You can usually tell, pretty quickly, whether a child believes in themselves.
Not from their grades. From what happens when they get something wrong.
One kid shrugs. Tries again. Asks a question. Moves on.
Another kid shuts down. Gets quiet. Decides out loud that they're just bad at this.
Same mistake. Completely different response. And the difference has almost nothing to do with ability.
It's Not What You Think
The easy assumption is that confidence comes from doing well. Good grades, good feedback, gold stars - eventually the kid starts to believe in themselves.
But watch what actually happens with a lot of high-achieving kids, and it runs the other way. They get good at performing in situations they can predict and control. Give them something open-ended, something with no clear right answer, something where being wrong is part of the process - and they freeze. They'd rather not try than risk looking like they don't know what they're doing.
That's not confidence. That's a kid who's learned to stay inside the lines.
Real confidence is quieter than that. It's not “I'm good at this.” It's “I'm willing to try this, even if I'm not sure how it goes.”
That willingness - that's what keeps learning alive.
What Grades Don't Measure
A grade tells you how your child performed on specific material, on a specific day, in a specific setting — but it doesn’t tell the whole story (this article breaks that down more fully).
It doesn't tell you what they do when nobody's watching.
Whether they'll spend an afternoon figuring something out just because it's interesting. Whether they'll ask a question they're not sure is a "good" question. Whether they'll try again after getting it wrong the first time.
Those things don't show up in a grade book. But they matter more than most of what does.
A child who gets Bs or Cs and stays genuinely curious - who keeps trying, keeps asking, keeps caring about the actual ideas - is building something that will carry them a long way. A child who gets As by learning to play it safe, to guess what the teacher wants, to never raise their hand unless they're certain - that works, until it doesn't.
At some point the problems get harder. The answers get less obvious. And the kids who were always chasing the right answer struggle, while the ones who got comfortable with figuring things out just... keep going.
How It Gets Chipped Away
Nobody sits down and decides to make their kid afraid to fail. It happens in small moments, usually when everyone is just trying to get through the day.
A sigh when the homework takes too long. Jumping in with the answer before they've had a chance to find it. Praise that shows up mostly after a good result. Asking about the grade before asking about what they learned.
None of that is bad parenting. It's human. But kids are paying close attention to what the people they love actually respond to. And over time, a child who learns that grades are what make you light up starts to organize their whole approach around getting grades - not around actually understanding things.
There's a finding from Carol Dweck's research that's worth knowing. In one study, kids praised for being smart after a test consistently chose easier follow-up tasks - they'd just been told they were smart, and they didn't want to risk finding out they weren't. Kids praised for working hard chose harder tasks. They'd learned that effort was the thing, so they went looking for something worth putting effort into.
One sentence after one test. Completely different behavior.
What Actually Helps
The good news is that confidence isn't complicated to build, but it’s easy to chip away at without realizing it. It doesn't require a new system or a special curriculum.
It mostly requires making home the place where getting it wrong is okay.
When your child brings you something and they've got it wrong, get curious before you correct. What were you thinking there? is a different conversation than pointing to the mistake. One keeps them in problem-solving mode. The other teaches them to wait for you to tell them what's right.
When they're stuck, try to stay quiet a little longer than feels comfortable. The struggling is part of it. A child who figures something out after genuinely wrestling with it has learned something different than one who was handed the answer - and they know it.
When they do something hard and it doesn't go well, notice that they tried. Not in a forced, everything-is-great way. Just honestly. That was a hard one. I saw you keep going. That's it.
And when the grades aren't great - which will happen, because it happens to everyone - let them see that your view of them doesn't change. Not your view of their potential. Not your belief that they'll get it. Your view of them. Kids who know that tend to get back up faster, because there's no identity to protect.
The Part That's Easy to Forget
The parents who worry most about their kid's confidence are usually already doing more right than they think.
The fact that you're paying attention - noticing when something feels off, caring about more than just the report card - that matters. Kids can feel when someone is actually looking at them, not just at their results.
You probably already know things about your child that no teacher has figured out yet. What makes them light up. What shuts them down. What they can do for hours without being asked.
That knowledge is worth something. Grades measure a slice of a child. You see the whole thing.
Confidence grows in that gap — between what school measures and what you see at home. In the space where trying is safe, and getting it wrong is just part of figuring it out. That’s something you can build, and it matters more than the grades will in the long run.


> [Assignment] From the entries that follow, copy every line with the word "gastric".

> [Data shown]
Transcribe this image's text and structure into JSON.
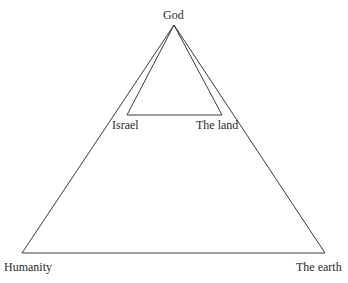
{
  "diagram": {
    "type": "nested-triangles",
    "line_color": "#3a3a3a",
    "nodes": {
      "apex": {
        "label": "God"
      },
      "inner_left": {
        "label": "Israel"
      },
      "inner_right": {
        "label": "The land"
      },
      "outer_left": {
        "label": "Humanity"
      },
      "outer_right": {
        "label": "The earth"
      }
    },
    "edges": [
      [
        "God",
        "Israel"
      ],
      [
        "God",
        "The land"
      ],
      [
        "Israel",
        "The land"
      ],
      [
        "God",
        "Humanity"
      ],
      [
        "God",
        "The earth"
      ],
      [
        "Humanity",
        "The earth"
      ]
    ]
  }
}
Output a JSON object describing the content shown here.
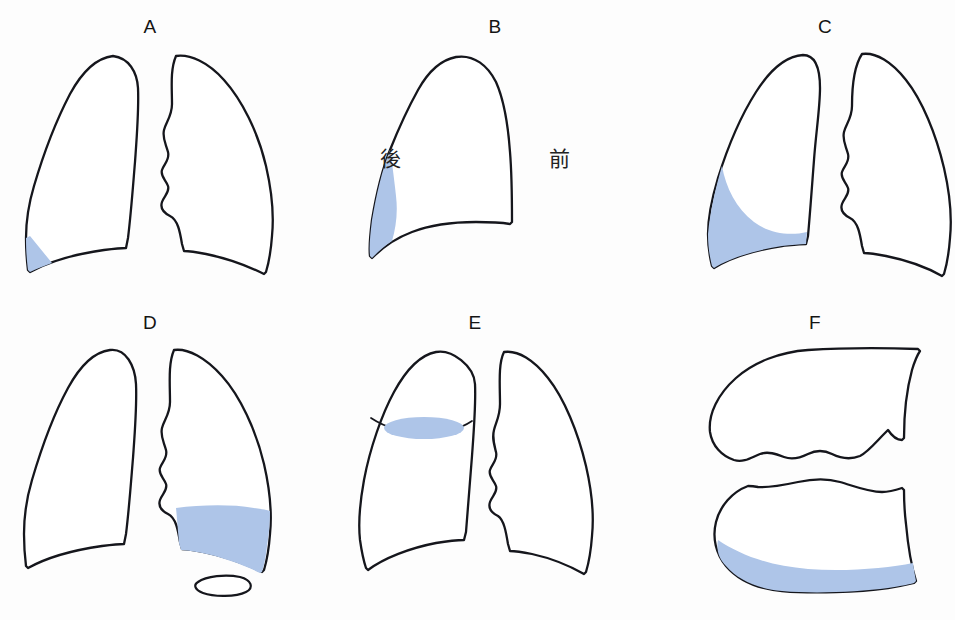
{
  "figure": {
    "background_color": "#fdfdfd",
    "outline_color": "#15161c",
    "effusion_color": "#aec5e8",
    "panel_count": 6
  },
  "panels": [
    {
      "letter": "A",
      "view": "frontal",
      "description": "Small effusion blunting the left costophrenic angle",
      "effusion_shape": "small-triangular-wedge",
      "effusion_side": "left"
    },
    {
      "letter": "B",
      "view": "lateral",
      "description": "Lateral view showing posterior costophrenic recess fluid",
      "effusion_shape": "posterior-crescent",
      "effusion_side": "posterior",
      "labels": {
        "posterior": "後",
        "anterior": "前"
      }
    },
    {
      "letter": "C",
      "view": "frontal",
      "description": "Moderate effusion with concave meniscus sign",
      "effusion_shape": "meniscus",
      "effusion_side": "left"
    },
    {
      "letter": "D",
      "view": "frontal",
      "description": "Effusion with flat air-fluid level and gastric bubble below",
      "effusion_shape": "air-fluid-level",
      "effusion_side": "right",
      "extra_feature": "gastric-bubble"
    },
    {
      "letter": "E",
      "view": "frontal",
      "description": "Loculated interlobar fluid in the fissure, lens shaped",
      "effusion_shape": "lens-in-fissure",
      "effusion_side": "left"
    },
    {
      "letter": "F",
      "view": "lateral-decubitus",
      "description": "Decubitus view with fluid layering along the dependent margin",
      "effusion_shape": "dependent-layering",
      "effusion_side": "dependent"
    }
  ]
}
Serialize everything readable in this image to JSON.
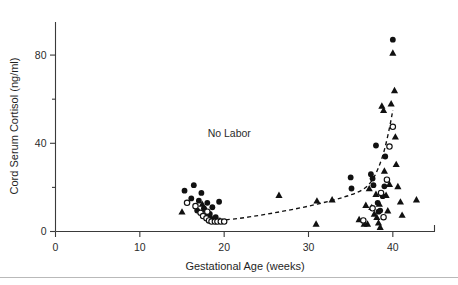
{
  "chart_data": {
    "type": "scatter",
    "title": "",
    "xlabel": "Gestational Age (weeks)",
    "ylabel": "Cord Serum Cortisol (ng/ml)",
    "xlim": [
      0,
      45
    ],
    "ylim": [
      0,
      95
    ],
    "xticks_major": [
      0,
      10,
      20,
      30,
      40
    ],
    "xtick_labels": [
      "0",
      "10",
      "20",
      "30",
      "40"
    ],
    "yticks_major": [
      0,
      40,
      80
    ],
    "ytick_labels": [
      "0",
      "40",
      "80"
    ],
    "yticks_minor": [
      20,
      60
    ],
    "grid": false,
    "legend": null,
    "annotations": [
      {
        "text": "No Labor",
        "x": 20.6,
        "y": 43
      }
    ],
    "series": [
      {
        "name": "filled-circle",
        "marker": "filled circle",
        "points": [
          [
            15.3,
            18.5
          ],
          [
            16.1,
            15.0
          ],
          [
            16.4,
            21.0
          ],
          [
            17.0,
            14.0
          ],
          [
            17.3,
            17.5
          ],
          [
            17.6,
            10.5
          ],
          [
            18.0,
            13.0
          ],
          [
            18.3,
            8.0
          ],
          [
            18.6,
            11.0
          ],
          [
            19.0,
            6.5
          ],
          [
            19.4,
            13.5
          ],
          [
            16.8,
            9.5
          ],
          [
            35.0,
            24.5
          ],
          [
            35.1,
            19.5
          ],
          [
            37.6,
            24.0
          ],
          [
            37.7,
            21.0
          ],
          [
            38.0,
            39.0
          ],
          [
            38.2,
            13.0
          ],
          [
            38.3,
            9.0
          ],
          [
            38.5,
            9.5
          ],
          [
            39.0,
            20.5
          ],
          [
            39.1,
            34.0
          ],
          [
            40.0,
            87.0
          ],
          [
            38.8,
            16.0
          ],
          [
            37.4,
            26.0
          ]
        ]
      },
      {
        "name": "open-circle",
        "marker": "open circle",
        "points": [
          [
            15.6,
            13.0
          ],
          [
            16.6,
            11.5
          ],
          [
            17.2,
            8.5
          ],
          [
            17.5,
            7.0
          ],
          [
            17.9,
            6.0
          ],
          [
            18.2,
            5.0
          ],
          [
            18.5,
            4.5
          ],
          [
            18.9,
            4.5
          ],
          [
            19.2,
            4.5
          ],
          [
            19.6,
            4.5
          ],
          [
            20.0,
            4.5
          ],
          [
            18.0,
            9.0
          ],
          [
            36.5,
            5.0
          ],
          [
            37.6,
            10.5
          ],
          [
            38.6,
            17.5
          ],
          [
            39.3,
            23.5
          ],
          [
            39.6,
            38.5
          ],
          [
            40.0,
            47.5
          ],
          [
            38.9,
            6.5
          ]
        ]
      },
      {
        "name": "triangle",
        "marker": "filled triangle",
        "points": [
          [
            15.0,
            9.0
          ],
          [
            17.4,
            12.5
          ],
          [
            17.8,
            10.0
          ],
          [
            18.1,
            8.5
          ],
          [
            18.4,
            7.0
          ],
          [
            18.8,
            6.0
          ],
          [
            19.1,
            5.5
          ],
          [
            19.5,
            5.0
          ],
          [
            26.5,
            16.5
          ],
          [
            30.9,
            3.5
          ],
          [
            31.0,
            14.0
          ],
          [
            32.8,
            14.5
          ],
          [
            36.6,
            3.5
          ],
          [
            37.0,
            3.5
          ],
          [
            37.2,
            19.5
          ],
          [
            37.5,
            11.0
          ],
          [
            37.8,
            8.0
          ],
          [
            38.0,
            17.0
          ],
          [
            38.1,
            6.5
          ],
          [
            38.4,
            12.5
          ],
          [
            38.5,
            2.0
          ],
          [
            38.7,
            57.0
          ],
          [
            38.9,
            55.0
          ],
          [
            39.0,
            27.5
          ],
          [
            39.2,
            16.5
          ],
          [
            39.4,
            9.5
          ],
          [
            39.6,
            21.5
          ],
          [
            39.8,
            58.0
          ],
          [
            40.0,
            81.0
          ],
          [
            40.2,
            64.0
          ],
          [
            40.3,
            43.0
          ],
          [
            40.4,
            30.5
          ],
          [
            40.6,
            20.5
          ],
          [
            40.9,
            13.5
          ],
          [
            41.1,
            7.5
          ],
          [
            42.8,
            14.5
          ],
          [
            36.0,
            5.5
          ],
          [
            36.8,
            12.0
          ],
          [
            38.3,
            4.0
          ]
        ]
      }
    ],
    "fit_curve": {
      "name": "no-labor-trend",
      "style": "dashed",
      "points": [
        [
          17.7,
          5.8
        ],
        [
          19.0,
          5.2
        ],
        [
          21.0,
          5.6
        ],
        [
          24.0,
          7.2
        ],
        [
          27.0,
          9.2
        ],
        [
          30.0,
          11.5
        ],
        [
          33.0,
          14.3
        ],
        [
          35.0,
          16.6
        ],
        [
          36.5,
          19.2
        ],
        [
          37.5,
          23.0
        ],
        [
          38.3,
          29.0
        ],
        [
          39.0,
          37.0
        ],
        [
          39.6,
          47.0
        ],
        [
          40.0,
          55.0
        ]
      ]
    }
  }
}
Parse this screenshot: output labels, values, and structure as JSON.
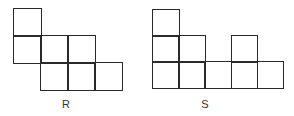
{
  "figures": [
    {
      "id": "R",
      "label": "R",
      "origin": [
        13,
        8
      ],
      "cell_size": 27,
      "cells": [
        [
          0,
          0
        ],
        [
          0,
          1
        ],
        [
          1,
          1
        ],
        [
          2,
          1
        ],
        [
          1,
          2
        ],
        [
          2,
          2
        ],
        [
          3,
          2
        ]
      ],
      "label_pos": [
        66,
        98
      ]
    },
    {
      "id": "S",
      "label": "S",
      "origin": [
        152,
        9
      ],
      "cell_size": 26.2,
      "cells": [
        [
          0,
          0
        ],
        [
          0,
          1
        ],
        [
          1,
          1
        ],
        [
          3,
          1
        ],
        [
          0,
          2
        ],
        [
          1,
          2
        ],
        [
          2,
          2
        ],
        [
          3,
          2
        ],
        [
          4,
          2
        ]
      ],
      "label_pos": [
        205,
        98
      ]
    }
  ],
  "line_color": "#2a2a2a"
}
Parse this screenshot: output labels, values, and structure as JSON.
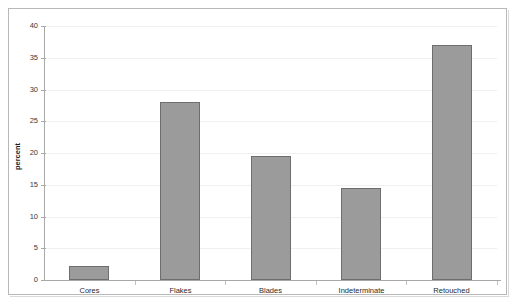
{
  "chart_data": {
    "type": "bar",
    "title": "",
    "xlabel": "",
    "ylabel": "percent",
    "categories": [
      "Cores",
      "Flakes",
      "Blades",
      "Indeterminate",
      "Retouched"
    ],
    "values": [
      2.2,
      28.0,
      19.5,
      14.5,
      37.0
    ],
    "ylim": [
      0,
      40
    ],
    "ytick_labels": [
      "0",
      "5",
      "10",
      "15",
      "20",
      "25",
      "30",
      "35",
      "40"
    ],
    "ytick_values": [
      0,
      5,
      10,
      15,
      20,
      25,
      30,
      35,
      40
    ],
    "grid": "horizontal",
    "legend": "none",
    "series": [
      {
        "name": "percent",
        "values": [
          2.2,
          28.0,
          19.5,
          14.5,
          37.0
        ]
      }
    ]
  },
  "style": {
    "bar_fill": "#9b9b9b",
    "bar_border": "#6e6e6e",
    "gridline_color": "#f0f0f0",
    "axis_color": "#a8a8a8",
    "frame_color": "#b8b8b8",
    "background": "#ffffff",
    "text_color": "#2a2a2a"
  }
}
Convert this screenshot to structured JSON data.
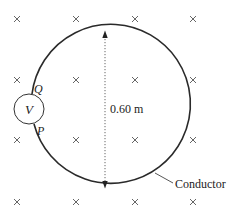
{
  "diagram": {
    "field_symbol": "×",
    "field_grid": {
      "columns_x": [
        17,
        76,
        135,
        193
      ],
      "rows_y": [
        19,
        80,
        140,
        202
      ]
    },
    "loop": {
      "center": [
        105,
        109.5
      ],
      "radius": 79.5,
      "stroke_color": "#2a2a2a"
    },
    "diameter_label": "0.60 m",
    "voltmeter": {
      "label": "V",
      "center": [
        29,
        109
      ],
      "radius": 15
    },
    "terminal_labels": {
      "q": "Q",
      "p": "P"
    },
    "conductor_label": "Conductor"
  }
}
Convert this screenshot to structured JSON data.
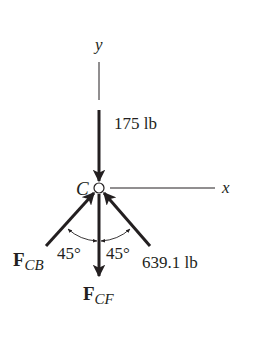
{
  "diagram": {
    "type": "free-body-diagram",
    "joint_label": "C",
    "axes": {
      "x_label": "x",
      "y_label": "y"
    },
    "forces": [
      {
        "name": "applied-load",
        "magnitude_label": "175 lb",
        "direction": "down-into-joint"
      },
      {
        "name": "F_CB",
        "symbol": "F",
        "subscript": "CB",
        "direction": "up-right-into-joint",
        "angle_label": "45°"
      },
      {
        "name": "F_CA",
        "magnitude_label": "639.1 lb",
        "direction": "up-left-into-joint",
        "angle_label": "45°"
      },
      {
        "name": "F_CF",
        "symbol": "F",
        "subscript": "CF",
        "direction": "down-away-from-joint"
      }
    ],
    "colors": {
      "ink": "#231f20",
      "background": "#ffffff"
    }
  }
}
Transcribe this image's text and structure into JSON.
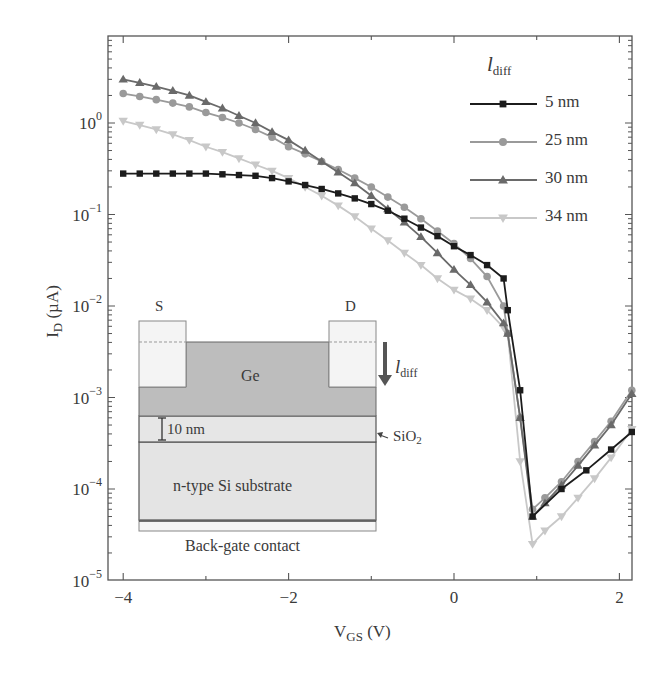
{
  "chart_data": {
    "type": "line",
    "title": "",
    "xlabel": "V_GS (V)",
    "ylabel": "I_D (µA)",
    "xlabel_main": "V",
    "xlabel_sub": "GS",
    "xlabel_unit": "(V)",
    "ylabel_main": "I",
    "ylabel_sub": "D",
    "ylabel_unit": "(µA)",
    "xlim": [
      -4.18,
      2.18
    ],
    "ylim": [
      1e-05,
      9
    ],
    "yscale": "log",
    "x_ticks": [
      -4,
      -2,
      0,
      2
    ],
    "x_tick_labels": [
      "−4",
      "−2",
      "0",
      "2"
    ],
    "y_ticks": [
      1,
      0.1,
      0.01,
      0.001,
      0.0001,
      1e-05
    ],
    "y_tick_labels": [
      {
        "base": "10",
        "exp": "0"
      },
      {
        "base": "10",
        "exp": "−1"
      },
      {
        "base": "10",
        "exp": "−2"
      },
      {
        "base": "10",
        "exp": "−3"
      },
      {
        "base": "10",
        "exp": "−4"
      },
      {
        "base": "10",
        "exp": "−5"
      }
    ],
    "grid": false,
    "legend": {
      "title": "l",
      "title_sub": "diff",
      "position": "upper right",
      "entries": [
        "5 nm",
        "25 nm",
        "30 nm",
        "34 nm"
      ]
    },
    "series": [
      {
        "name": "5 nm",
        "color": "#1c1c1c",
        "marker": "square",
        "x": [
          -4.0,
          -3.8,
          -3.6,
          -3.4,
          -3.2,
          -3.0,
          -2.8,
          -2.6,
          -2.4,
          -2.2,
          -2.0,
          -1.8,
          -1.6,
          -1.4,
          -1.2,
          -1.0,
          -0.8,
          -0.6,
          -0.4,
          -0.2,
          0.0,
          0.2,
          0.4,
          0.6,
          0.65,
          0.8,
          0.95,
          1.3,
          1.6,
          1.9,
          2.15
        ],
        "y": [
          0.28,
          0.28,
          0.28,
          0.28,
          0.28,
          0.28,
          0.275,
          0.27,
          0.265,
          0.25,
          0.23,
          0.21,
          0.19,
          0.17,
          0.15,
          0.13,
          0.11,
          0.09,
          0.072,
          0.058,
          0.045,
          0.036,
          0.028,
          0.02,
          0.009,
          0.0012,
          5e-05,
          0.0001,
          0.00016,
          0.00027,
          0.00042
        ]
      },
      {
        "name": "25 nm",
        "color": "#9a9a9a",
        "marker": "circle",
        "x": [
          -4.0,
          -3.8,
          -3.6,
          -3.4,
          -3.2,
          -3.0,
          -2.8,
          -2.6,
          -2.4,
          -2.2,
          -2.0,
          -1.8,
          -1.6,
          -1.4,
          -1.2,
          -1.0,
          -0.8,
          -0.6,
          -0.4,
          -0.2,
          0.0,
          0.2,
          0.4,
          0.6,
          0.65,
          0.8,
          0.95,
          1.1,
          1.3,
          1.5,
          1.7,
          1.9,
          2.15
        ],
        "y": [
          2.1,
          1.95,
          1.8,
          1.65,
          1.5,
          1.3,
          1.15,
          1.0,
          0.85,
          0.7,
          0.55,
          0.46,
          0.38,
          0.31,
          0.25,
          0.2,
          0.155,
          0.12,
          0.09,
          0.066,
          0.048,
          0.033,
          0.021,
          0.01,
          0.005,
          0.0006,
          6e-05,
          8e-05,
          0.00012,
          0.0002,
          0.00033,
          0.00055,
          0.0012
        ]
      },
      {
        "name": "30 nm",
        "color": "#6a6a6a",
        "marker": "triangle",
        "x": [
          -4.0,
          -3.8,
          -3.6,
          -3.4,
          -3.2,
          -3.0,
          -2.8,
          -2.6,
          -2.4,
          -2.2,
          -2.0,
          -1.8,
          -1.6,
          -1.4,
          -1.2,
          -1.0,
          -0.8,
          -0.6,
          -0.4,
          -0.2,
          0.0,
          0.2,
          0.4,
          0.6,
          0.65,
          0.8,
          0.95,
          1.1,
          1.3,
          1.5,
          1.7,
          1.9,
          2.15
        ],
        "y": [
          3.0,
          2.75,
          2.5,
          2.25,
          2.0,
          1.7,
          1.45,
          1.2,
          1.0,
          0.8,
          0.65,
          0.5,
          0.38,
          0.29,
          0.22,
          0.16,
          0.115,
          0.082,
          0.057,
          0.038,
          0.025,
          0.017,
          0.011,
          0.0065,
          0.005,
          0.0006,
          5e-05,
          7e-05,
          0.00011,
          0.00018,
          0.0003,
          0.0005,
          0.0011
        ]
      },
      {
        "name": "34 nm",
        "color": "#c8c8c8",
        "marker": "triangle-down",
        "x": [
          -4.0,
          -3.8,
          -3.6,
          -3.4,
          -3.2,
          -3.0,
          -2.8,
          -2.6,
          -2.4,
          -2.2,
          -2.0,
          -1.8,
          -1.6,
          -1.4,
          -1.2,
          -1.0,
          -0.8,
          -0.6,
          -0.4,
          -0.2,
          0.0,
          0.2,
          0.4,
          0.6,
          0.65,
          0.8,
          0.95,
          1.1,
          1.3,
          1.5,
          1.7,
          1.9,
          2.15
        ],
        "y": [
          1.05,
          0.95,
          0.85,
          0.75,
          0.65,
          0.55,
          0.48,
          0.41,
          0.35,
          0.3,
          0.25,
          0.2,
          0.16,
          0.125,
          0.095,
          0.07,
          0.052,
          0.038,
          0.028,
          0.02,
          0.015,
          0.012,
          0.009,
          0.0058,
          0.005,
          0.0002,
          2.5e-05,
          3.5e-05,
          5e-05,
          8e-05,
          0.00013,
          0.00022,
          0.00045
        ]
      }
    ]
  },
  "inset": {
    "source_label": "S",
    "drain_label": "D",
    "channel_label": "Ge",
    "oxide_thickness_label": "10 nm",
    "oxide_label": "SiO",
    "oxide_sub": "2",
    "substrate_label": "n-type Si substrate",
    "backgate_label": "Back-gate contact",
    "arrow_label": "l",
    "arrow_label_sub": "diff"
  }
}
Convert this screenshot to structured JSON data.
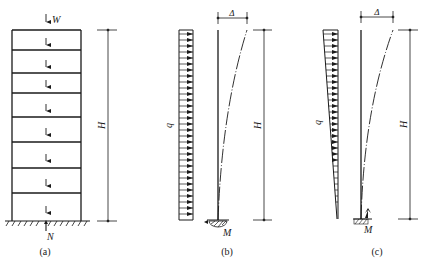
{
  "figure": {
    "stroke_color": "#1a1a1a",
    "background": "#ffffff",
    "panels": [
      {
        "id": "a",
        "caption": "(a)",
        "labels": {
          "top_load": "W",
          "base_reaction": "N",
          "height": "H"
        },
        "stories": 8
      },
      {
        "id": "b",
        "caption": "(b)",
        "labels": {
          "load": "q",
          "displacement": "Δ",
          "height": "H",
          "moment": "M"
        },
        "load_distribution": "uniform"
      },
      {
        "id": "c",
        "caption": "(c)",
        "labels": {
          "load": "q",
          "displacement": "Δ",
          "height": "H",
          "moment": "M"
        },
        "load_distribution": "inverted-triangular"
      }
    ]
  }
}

> [Solution for this task]
      "description": "Effusion with flat air-fluid level and gastric bubble below",
      "extra_feature": "gastric-bubble"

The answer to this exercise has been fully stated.